Vanishing Girls(39)



Parker and I kick our shoes off and roll up our jeans and sit with our legs half-submerged in the water, watching as the waves gather, crest, break, and retreat, every motion provoking corresponding shifts in the patterns of color. Dara would love this, I think, and feel a quick squeeze of guilt.

Parker leans back on his elbows, so his face is partially obscured by shadow. “Do you remember last Founders’ Day Ball? When we broke into the pool and you dared me to climb the rafters?”

“And you tried to pull me in with my dress on,” I say. A burst of pain explodes behind my eyes. Parker’s car. The clouded windshield. Dara’s face. I squeeze my eyes shut, as if I can make the images disperse.

“Hey.” He sits up again, grazing my knee, just barely, with a hand. “You okay?”

“Yeah.” I open my eyes again. Another wave breaks over my feet, this one green. I bring my knees to my chest, hugging them. “It’s Dara’s birthday tomorrow.”

Parker’s face changes. All the light drains from his expression at once. “Fuck.” He looks away, rubbing his eyes. “I totally forgot. I can’t believe it.”

“Yeah.” I scrape at an artificial pebble with a nail. There’s so much I want to say—so much I want to ask him that I’ve never asked him. It feels as if I have a balloon in my chest; at any second it might burst. “I feel like I’m just . . . losing her.”

He turns back to me, then, his face twisted with a raw kind of grief. “Yeah,” he says. “Yeah, I know.”

That’s when the balloon bursts. “Are you still in love with her?” I blurt out. There’s a strange kind of relief in finally asking.

Parker looks at first surprised—then, almost immediately, he shuts down, turns expressionless. “Why are you asking me that?” he says.

“Forget it,” I say. I stand up. The colors have lost their magic. They’re just lights, stupid lights with stupid gels over them, a spectacle made for people too stupid to tell the difference. Like the mermaid costume, made out of cheap sequins and glue. “I’m tired, okay? I just want to go home.”

Parker stands, too, and puts a hand on my arm when I turn in the direction of the parking lot. “Wait.”

I shake him off. “Come on, Parker. Forget I asked.”

“Wait.” This time, Parker’s voice stops me. He exhales a long breath. “Look. I loved Dara, okay? I still do. But—”

“But what?” I wrap my arms around my waist, squeezing back the sudden sensation that I might be sick. Why do I care? Parker can love whoever he wants. He can even love my sister. Why wouldn’t he love her? Everyone else does.

“I was never in love with her,” he says, a little more quietly. “I’m . . . I don’t think I’ve ever been in love.”

There’s a long pause. He stares at me as if waiting for me to say something—to forgive or congratulate him, maybe both. Something passes between us, a wordless message I can’t begin to decipher. I’m suddenly aware that we’re standing very close—so close that even in the dark, I can see stubble on his chin, and see the beauty mark dotting the outside corner of his left eye, like a perfect pen mark.

“Okay,” I say finally.

Parker looks almost disappointed. “Okay,” he echoes.

I wait by the water while Parker turns off the wave pool again. We retrace our steps to the parking lot in silence. I listen for the voice, for the singsong call of a ghost in the darkness, maybe crying out for her father, maybe crying out just to be heard. But I hear nothing but our footsteps, and the wind, and the crickets hidden in the shadows, singing for no goddamn reason at all.





JULY 28


Text from Parker to Dara


Hey.

I don’t know why I’m texting you.

Actually, I do know why.

I really miss you, Dara.





JULY 28


Dara


Before we were born, the master bedroom was downstairs, and featured an en-suite bathroom with a massive Jacuzzi tub and cheesy gold fixtures. The bedroom was converted first into a den, and then into a combined office/massive closet for all the random shit we accumulated and then outgrew: paper shredders and defunct fax machines, broken iPads and old phone cords, a dollhouse that Nick was obsessed with for .5 seconds before deciding that dolls were “immature.”

But the tub is still there. The jets stopped working when I was about five and my parents never bothered to replace them, but with the water running from all four faucets, the noise is thunderous and has almost the same effect. The soap dish is shaped like a scalloped seashell. There are divots in the porcelain where you can rest your feet. And for about ten years, my mom has kept the same jar of lemon verbena bath salts perched next to the tub, the label so warped with steam and vapor it has become unreadable.

When we were little, Nick and I used to put on our bathing suits and take baths together, pretending that we were mermaids and it was our private lagoon. Somehow the fact that we wore bathing suits—and goggles, too, sometimes, so we could go under and blink at each other, communicating through hand gestures and laughing out big bubbles—made it fun. We were so small we could both stretch out easily, side by side, her feet at my head and vice versa, like two sardines packed together.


## Exercise directions:
Your answer must be the full listing below, repeated exactly.

## Task data:
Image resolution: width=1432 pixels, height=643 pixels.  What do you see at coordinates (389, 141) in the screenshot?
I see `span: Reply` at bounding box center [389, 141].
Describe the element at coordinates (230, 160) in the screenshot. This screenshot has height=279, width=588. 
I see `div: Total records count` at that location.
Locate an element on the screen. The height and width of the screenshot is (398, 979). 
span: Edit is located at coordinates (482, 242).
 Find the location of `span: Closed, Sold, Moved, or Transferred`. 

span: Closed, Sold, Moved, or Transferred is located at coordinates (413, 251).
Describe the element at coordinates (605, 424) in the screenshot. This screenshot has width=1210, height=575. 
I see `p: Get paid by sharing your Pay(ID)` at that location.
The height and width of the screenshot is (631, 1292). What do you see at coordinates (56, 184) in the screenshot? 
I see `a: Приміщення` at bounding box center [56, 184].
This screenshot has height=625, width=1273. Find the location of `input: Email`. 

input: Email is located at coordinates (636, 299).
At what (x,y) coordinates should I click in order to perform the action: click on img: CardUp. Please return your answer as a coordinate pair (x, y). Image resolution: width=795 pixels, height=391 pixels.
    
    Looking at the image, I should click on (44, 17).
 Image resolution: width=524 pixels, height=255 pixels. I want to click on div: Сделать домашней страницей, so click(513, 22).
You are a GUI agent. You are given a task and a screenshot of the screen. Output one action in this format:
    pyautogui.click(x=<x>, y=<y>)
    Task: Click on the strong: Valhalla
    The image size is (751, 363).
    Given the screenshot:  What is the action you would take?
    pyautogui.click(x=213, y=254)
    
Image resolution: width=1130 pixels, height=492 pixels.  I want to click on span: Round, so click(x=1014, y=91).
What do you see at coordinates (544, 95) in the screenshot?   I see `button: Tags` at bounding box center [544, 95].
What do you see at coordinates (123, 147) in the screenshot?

## Output for this exercise:
Image resolution: width=1432 pixels, height=643 pixels.  What do you see at coordinates (389, 141) in the screenshot?
I see `span: Reply` at bounding box center [389, 141].
Describe the element at coordinates (230, 160) in the screenshot. This screenshot has height=279, width=588. 
I see `div: Total records count` at that location.
Locate an element on the screen. The height and width of the screenshot is (398, 979). 
span: Edit is located at coordinates (482, 242).
 Find the location of `span: Closed, Sold, Moved, or Transferred`. 

span: Closed, Sold, Moved, or Transferred is located at coordinates (413, 251).
Describe the element at coordinates (605, 424) in the screenshot. This screenshot has width=1210, height=575. 
I see `p: Get paid by sharing your Pay(ID)` at that location.
The height and width of the screenshot is (631, 1292). What do you see at coordinates (56, 184) in the screenshot? 
I see `a: Приміщення` at bounding box center [56, 184].
This screenshot has height=625, width=1273. Find the location of `input: Email`. 

input: Email is located at coordinates (636, 299).
At what (x,y) coordinates should I click in order to perform the action: click on img: CardUp. Please return your answer as a coordinate pair (x, y). Image resolution: width=795 pixels, height=391 pixels.
    
    Looking at the image, I should click on (44, 17).
 Image resolution: width=524 pixels, height=255 pixels. I want to click on div: Сделать домашней страницей, so click(513, 22).
You are a GUI agent. You are given a task and a screenshot of the screen. Output one action in this format:
    pyautogui.click(x=<x>, y=<y>)
    Task: Click on the strong: Valhalla
    The image size is (751, 363).
    Given the screenshot:  What is the action you would take?
    pyautogui.click(x=213, y=254)
    
Image resolution: width=1130 pixels, height=492 pixels.  I want to click on span: Round, so click(x=1014, y=91).
What do you see at coordinates (544, 95) in the screenshot?   I see `button: Tags` at bounding box center [544, 95].
What do you see at coordinates (123, 147) in the screenshot?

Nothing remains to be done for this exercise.